Sunday, April 18, 2021

Doctor Who and the Terror of the Autons by: Terrance Dicks

 

Doctor Who and the Terror of the Autons was written by Terrance Dicks, based on Terror of the Autons by: Robert Holmes.  It was the 14th story to be novelized by Target Books.

 

Terror of the Autons is one of those television stories that people either love or hate.  It’s the introduction of the companion most associated with Jon Pertwee’s tenure as the Doctor, Jo Grant, and the introduction of the Master.  It is also another story by Robert Holmes and lays the groundwork for a lot of what the next four years of the show were going to be, however, the production of the serial showed producer and director Barry Letts’ penchant for using colour separation overlay in areas where it perhaps was unnecessary.  This makes listening to the audiobook version of the story, Doctor Who and the Terror of the Autons, a very different and almost more engaging experience.  Terrance Dicks provides the adaptation and while not taking the chance to expand upon much (though there is much made of the Time Lord being part of the tribunal responsible for exiling the Doctor to Earth in The War Games and there is a sense that the Time Lords were just using the Doctor as a scapegoat), but the lackluster special effects are updated through the prose.  The cover prominently displays the Nestene seen at the climax of the story, not as shimmering light with vague limbs, but as a giant octopus alien being similar to the tentacled mass from Spearhead from Space, something that Dicks delivers on as it acts more like a kaiju in this version, nearly bringing the radio telescope to the ground.  The doll which comes to life and kills Mr.
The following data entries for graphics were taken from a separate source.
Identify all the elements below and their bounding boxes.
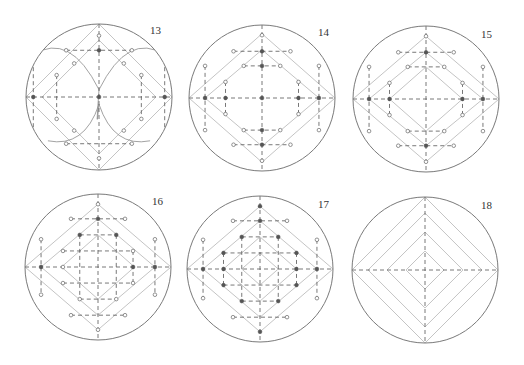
open-dot [388,81,392,85]
filled-dot [201,267,205,271]
open-dot [122,129,126,133]
open-dot [130,48,134,52]
open-dot [96,202,100,206]
open-dot [260,33,264,37]
open-dot [388,113,392,117]
filled-dot [153,265,157,269]
panel-content [189,25,335,171]
open-dot [367,129,371,133]
panel-17 [187,196,333,342]
open-dot [96,328,100,332]
filled-dot [97,48,101,52]
filled-dot [461,97,465,101]
filled-dot [295,251,299,255]
filled-dot [260,143,264,147]
open-dot [278,64,282,68]
filled-dot [163,95,167,99]
filled-dot [295,267,299,271]
open-dot [163,51,167,55]
open-dot [231,219,235,223]
open-dot [424,34,428,38]
open-dot [201,296,205,300]
open-dot [461,113,465,117]
open-dot [114,297,118,301]
open-dot [260,159,264,163]
filled-dot [424,144,428,148]
open-dot [130,142,134,146]
filled-dot [78,233,82,237]
open-dot [232,49,236,53]
filled-dot [39,265,43,269]
open-dot [317,128,321,132]
filled-dot [222,283,226,287]
open-dot [55,73,59,77]
open-dot [442,129,446,133]
open-dot [122,62,126,66]
filled-dot [260,96,264,100]
open-dot [61,281,65,285]
filled-dot [240,235,244,239]
open-dot [224,112,228,116]
panel-number-label: 17 [318,198,329,210]
filled-dot [258,204,262,208]
panel-number-label: 13 [150,24,161,36]
panel-number-label: 18 [481,199,492,211]
open-dot [131,249,135,253]
open-dot [32,51,36,55]
open-dot [481,129,485,133]
open-dot [140,117,144,121]
open-dot [289,49,293,53]
panel-number-label: 16 [152,195,163,207]
filled-dot [224,96,228,100]
open-dot [232,143,236,147]
open-dot [64,142,68,146]
open-dot [153,237,157,241]
filled-dot [317,96,321,100]
open-dot [406,65,410,69]
open-dot [242,128,246,132]
open-dot [55,117,59,121]
open-dot [72,62,76,66]
open-dot [201,238,205,242]
open-dot [315,296,319,300]
filled-dot [297,96,301,100]
open-dot [285,315,289,319]
open-dot [203,64,207,68]
filled-dot [260,128,264,132]
filled-dot [481,97,485,101]
open-dot [140,73,144,77]
open-dot [69,313,73,317]
panel-15 [353,26,499,172]
filled-dot [388,97,392,101]
panel-content [353,26,499,172]
open-dot [242,64,246,68]
panel-number-label: 15 [481,28,492,40]
panel-number-label: 14 [318,26,329,38]
open-dot [61,249,65,253]
filled-dot [114,233,118,237]
open-dot [72,129,76,133]
open-dot [39,237,43,241]
open-dot [289,143,293,147]
open-dot [131,281,135,285]
open-dot [123,217,127,221]
open-dot [406,129,410,133]
filled-dot [222,267,226,271]
open-dot [78,297,82,301]
open-dot [285,219,289,223]
open-dot [278,128,282,132]
panel-content [352,197,498,343]
panel-18 [352,197,498,343]
filled-dot [258,330,262,334]
filled-dot [295,283,299,287]
open-dot [297,80,301,84]
open-dot [203,128,207,132]
open-dot [396,144,400,148]
open-dot [39,293,43,297]
open-dot [69,217,73,221]
panel-16 [25,194,171,340]
curve-arc [33,48,99,90]
filled-dot [276,299,280,303]
filled-dot [276,235,280,239]
filled-dot [96,217,100,221]
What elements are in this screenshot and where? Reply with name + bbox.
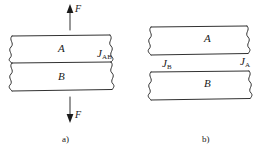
bar-a-material-label: A [58, 43, 65, 54]
force-bottom-label: F [75, 110, 81, 120]
flux-label-j-ab: JAB [97, 48, 112, 59]
panel-a-artwork [0, 0, 139, 153]
flux-subscript-j-ab: AB [102, 53, 112, 61]
flux-subscript-j-b: B [167, 63, 172, 71]
panel-a-caption: a) [62, 134, 69, 144]
bar-a-outline [148, 26, 250, 55]
bar-b-outline [148, 71, 252, 100]
force-top-label: F [75, 4, 81, 14]
force-top-arrow [67, 4, 74, 30]
panel-a: F F A B JAB a) [0, 0, 139, 153]
bar-b-material-label: B [204, 78, 211, 89]
flux-label-j-a: JA [240, 56, 250, 67]
flux-subscript-j-a: A [245, 61, 250, 69]
flux-label-j-b: JB [162, 58, 172, 69]
figure-diagram: F F A B JAB a) [0, 0, 279, 153]
bar-b-material-label: B [58, 71, 65, 82]
panel-b: A B JA JB b) [139, 0, 279, 153]
panel-b-caption: b) [202, 134, 210, 144]
bar-a-material-label: A [204, 33, 211, 44]
force-bottom-arrow [67, 97, 74, 123]
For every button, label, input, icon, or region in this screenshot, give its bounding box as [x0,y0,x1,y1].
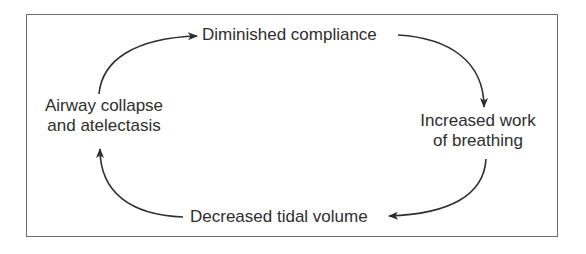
arrow-right-to-bottom [389,159,486,216]
node-label-line-1: Airway collapse [34,96,174,116]
node-decreased-tidal-volume: Decreased tidal volume [190,207,368,227]
node-diminished-compliance: Diminished compliance [202,25,377,45]
node-airway-collapse-and-atelectasis: Airway collapse and atelectasis [34,96,174,136]
node-label-line-1: Increased work [408,111,548,131]
node-label: Diminished compliance [202,25,377,45]
node-label-line-2: of breathing [408,131,548,151]
node-label-line-2: and atelectasis [34,116,174,136]
node-label: Decreased tidal volume [190,207,368,227]
node-increased-work-of-breathing: Increased work of breathing [408,111,548,151]
arrow-bottom-to-left [100,149,183,217]
arrow-top-to-right [398,35,484,107]
arrow-left-to-top [99,36,197,94]
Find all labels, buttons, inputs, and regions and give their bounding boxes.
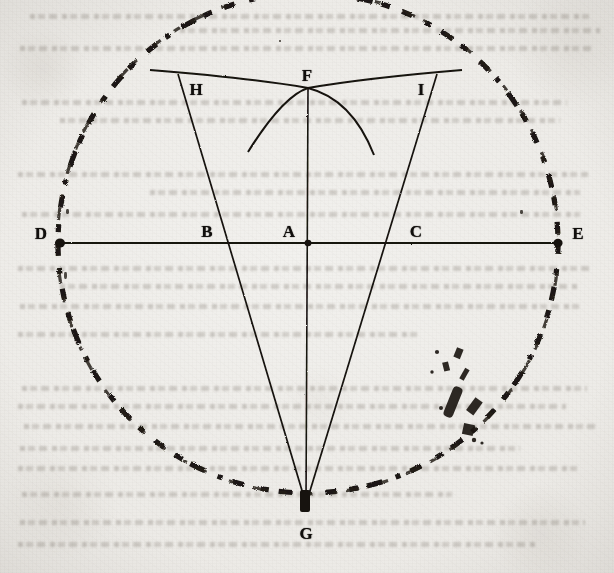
plate-speck	[520, 210, 523, 214]
point-label-G: G	[299, 525, 312, 542]
point-label-H: H	[189, 81, 202, 98]
point-marker-A	[305, 240, 312, 246]
plate-speck	[64, 272, 67, 279]
point-marker-E	[553, 239, 562, 247]
line-F-to-G	[306, 88, 308, 504]
point-marker-D	[55, 238, 65, 247]
point-label-F: F	[302, 67, 312, 84]
construction-lines	[60, 74, 558, 504]
point-label-C: C	[410, 223, 422, 240]
line-H-to-G	[178, 74, 306, 504]
plate-speck	[279, 40, 281, 42]
point-label-E: E	[572, 225, 583, 242]
point-label-I: I	[418, 81, 425, 98]
plate-speck	[66, 209, 69, 214]
geometric-figure	[0, 0, 614, 573]
figure-page: D B A C E F G H I	[0, 0, 614, 573]
arc-from-I	[248, 70, 462, 152]
point-label-D: D	[35, 225, 47, 242]
line-I-to-G	[306, 74, 437, 504]
point-label-B: B	[201, 223, 212, 240]
point-marker-G	[300, 490, 310, 512]
point-label-A: A	[283, 223, 295, 240]
point-markers	[55, 238, 563, 512]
Farrell is also given a much better sequence as Dicks’ prose builds upon horror tropes and the CSO kitchen is nowhere in sight.  It helps build tension and a little background to the fear and care of Farrell and his wife help bring that together.  The Master here is also interesting as he appears to have a more catty relationship with the Doctor which is what it would develop into throughout Pertwee’s run, but wasn’t actually present in the first few serials making an interesting change.  Geoffrey Beevers’ narration also gives the Master here that silky voice which isn’t Delgado, but makes him just as much as a threat.

 

Overall, Doctor Who and the Terror of the Autons might actually be the superior version of an already brilliant story, taking away the poorer aspects of the production and being narrated by someone who puts evil into the Master.  10/10.